Priya Yadav, TNN, Dec 14, 2010,
CHANDIGARH: In an RTI order, which activists protest will give wrong signal to the already sluggish bureaucracy, the Chief Information Commissioner, Punjab has held that penalty will be imposed on a government officer for delay or denial of information within stipulated time if it is first established that such delay or denial was without reasonable cause.
However, Arvind Kejriwal, an eminent RTI activist heading Parivartan, a Delhi-based citizens' movement, said the Act mandates the CIC to give a speaking order on the causes of delay in each and every case.
Quoting facts from his recent exhaustive survey on the performance of information commissions across the country, Kejriwal said, " In Punjab, 448 cases were disposed of by the Commission in 2009-10. Not a single penalty order was issued against any bureaucrat. Shockingly, the statutory duty of CIC to ask why there was a delay and give a speaking order whether the cause for delay was reasonable, was performed by Punjab's CIC in just 10 out of 448 cases. This is clear violation of the RTI Act that the CIC neither issues show cause notice nor the speaking order."
"The message that Punjab's CIC is giving to its bureaucrats is that they don't have to worry for giving information under RTI. This judgment is an attempt to deviate from the core issue and quite irrelevant,'' said Arvind speaking to TOI from Delhi.
His reaction came in the wake of a judgment running into 10 pages, in which CIC, RI Singh said while the right to information and the time scheduled fixed under the Act for furnishing information are binding, it is not necessary that every delay should be visited with penalty.
"Penalty is a contingent consequence, conditional to conclusive finding of causes of the delay. To blindly impose penalty would only blind the Information Commissions and these are not kangaroo courts but tribunals of rule of law,'' Singh observed in the judgment passed on Monday.
Singh gave his observations in a case filed by Hardev Singh Arshi, a former MLA against a district welfare officer for seeking information regarding Ashirwad (Shagun) scheme. The CIC held that the PIO has given an explanation of the delay, which was reasonable and so it is not a fit case warranting imposition of penalty.
In the case of Arshi, the PIO took the plea that he was short of staff and manpower and could not provide information on time.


EXERCISE PROMPT – Leaving out the images, please output every entry exactly as it appears.

[Data entries]
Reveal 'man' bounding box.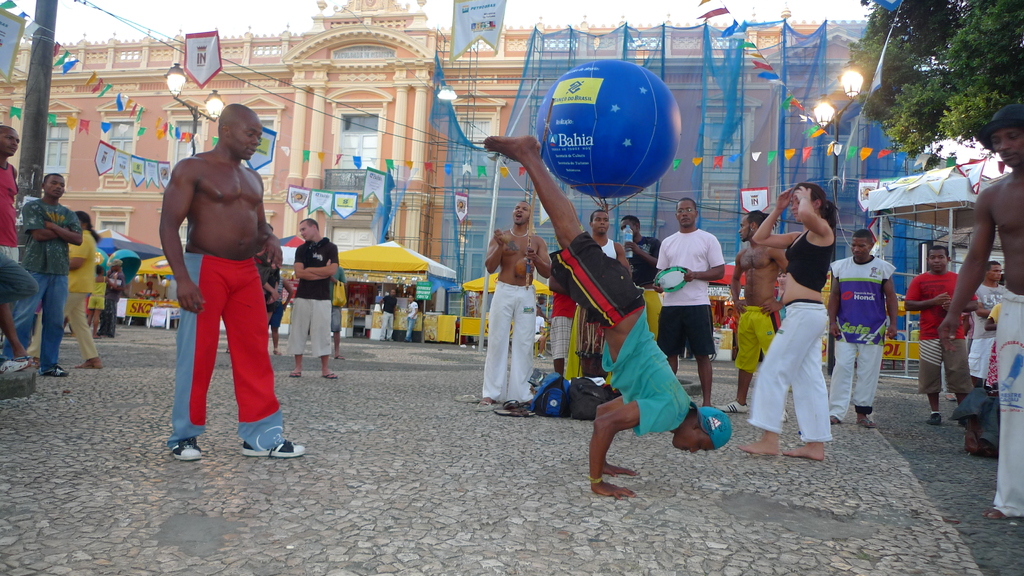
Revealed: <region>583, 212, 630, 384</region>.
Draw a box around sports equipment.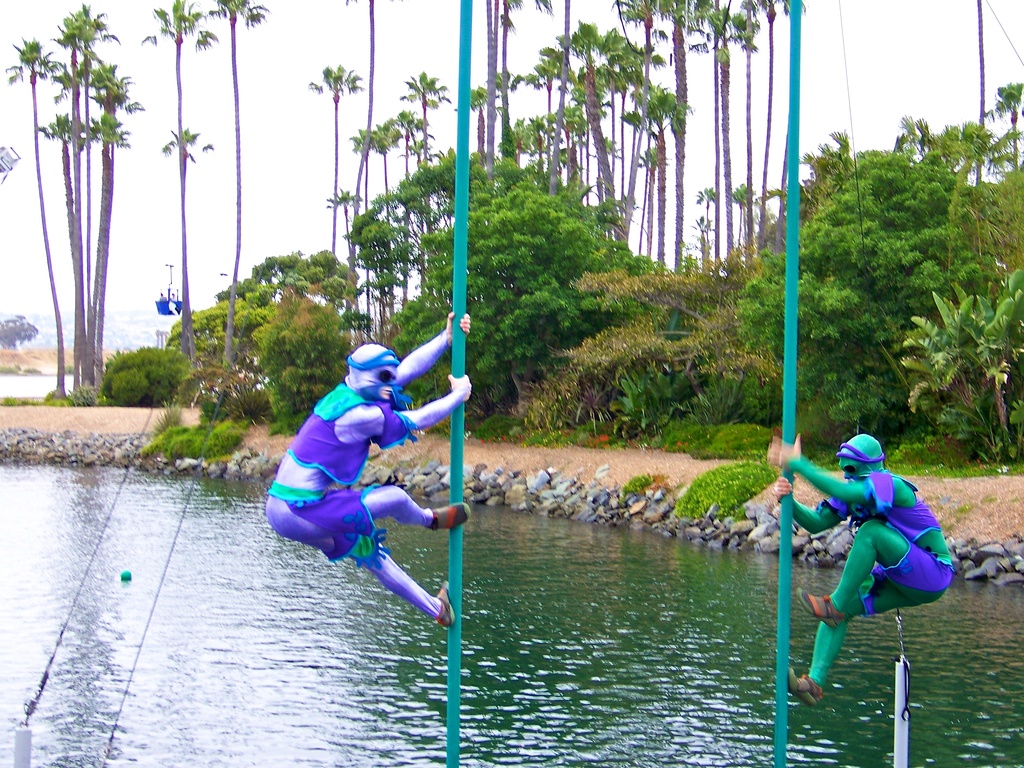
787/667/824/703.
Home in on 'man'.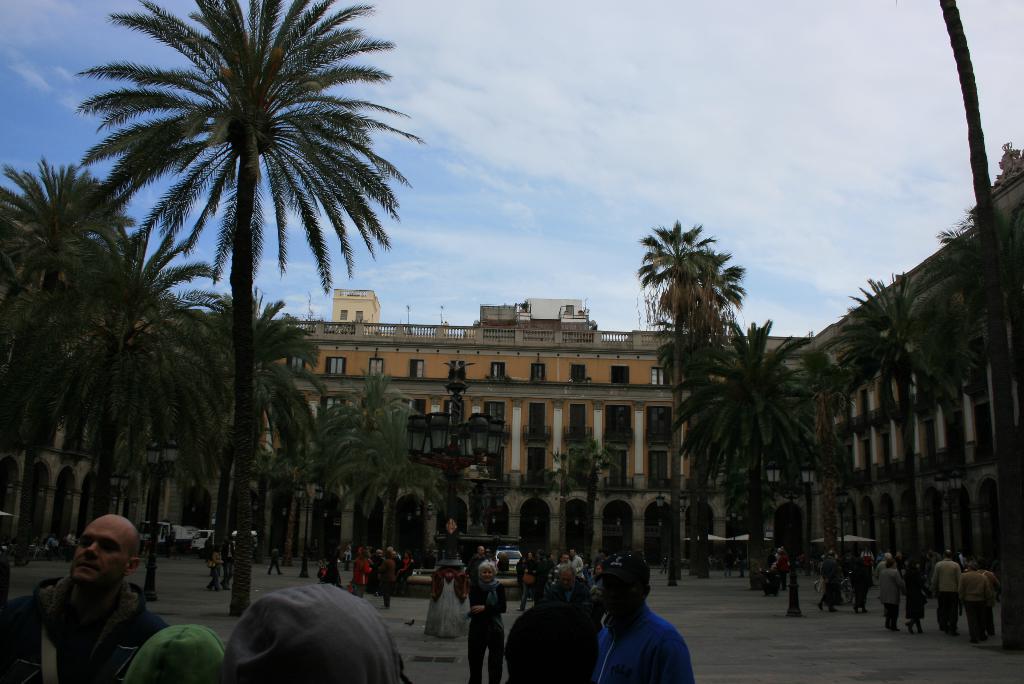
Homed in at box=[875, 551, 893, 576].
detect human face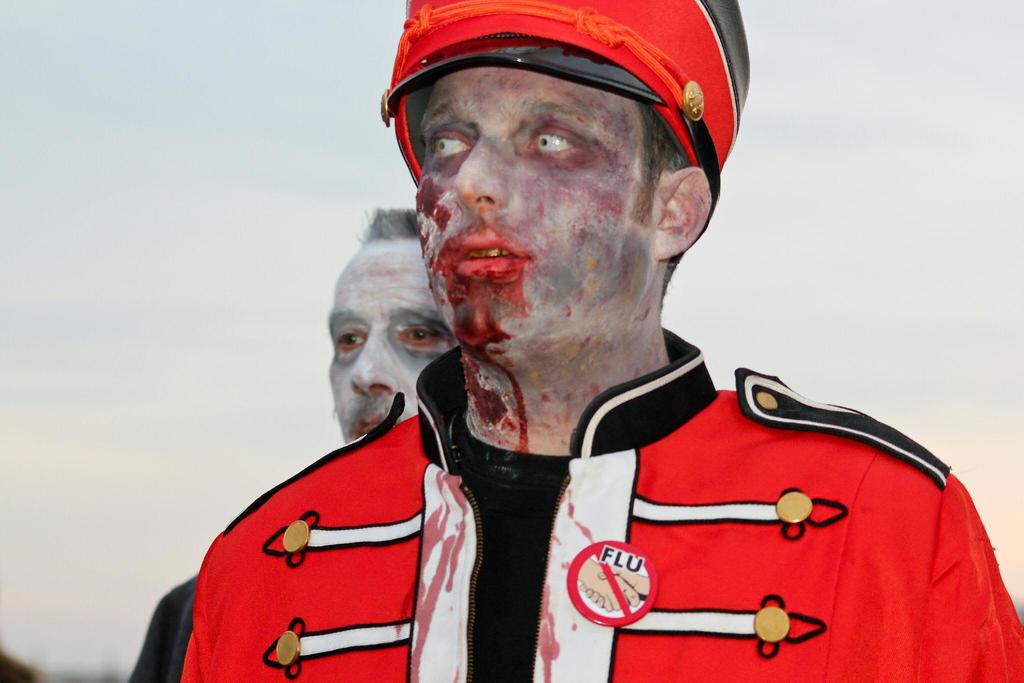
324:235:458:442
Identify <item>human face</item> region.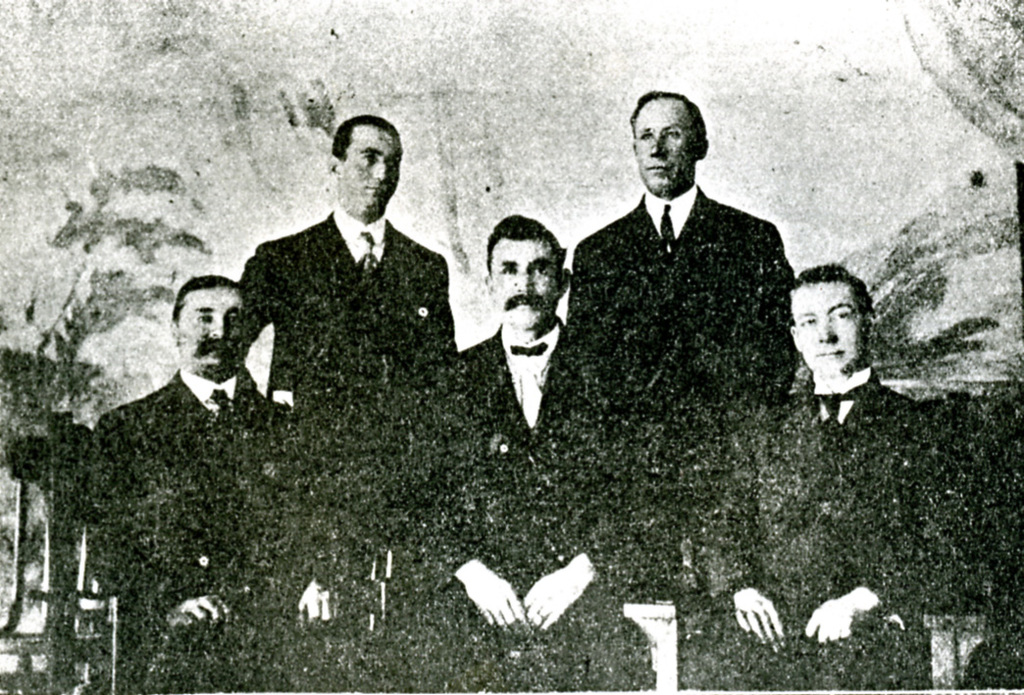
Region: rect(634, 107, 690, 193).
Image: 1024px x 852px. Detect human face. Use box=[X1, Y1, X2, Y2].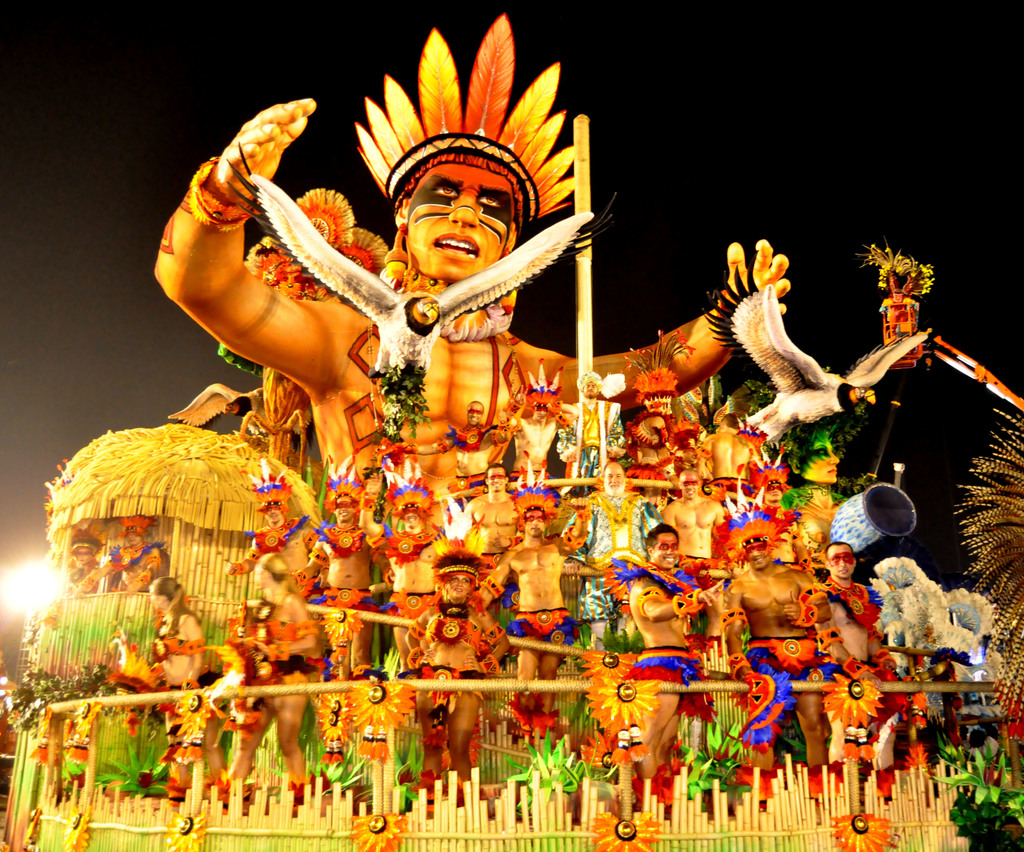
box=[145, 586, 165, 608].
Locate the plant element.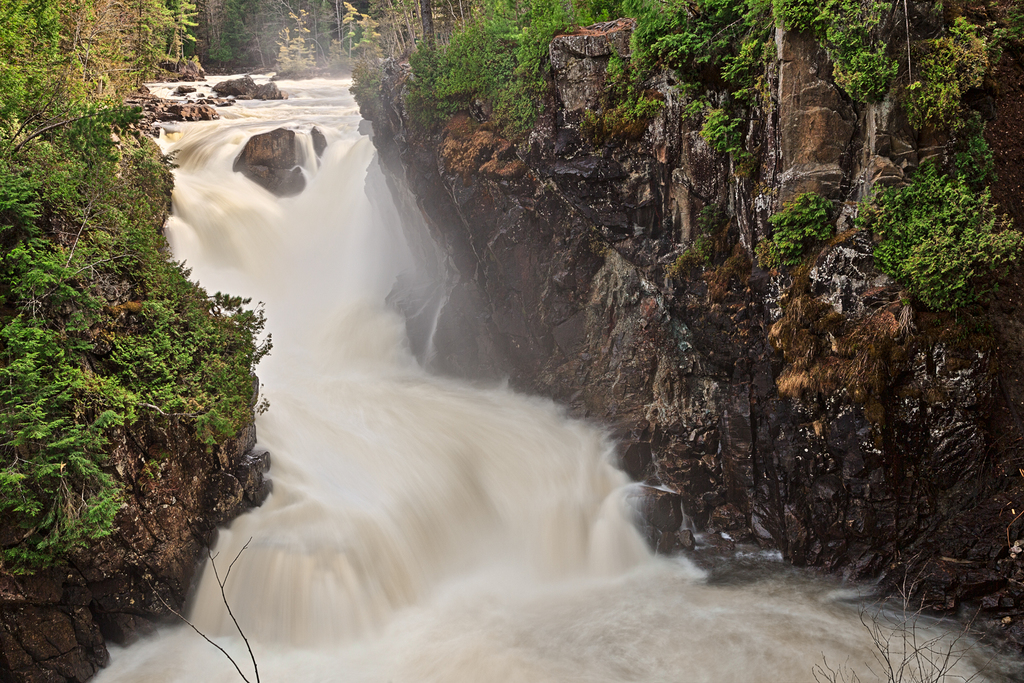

RESULT FOR THIS EXERCISE –
Reveal 'man' bounding box.
Revealed: <region>583, 212, 630, 384</region>.
Draw a box around sports equipment.
787/667/824/703.
Home in on 'man'.
Homed in at box=[875, 551, 893, 576].
detect human face
324:235:458:442
Identify <item>human face</item> region.
Region: rect(634, 107, 690, 193).
Image: 1024px x 852px. Detect human face. Use box=[X1, Y1, X2, Y2].
box=[145, 586, 165, 608].
Locate the plant element.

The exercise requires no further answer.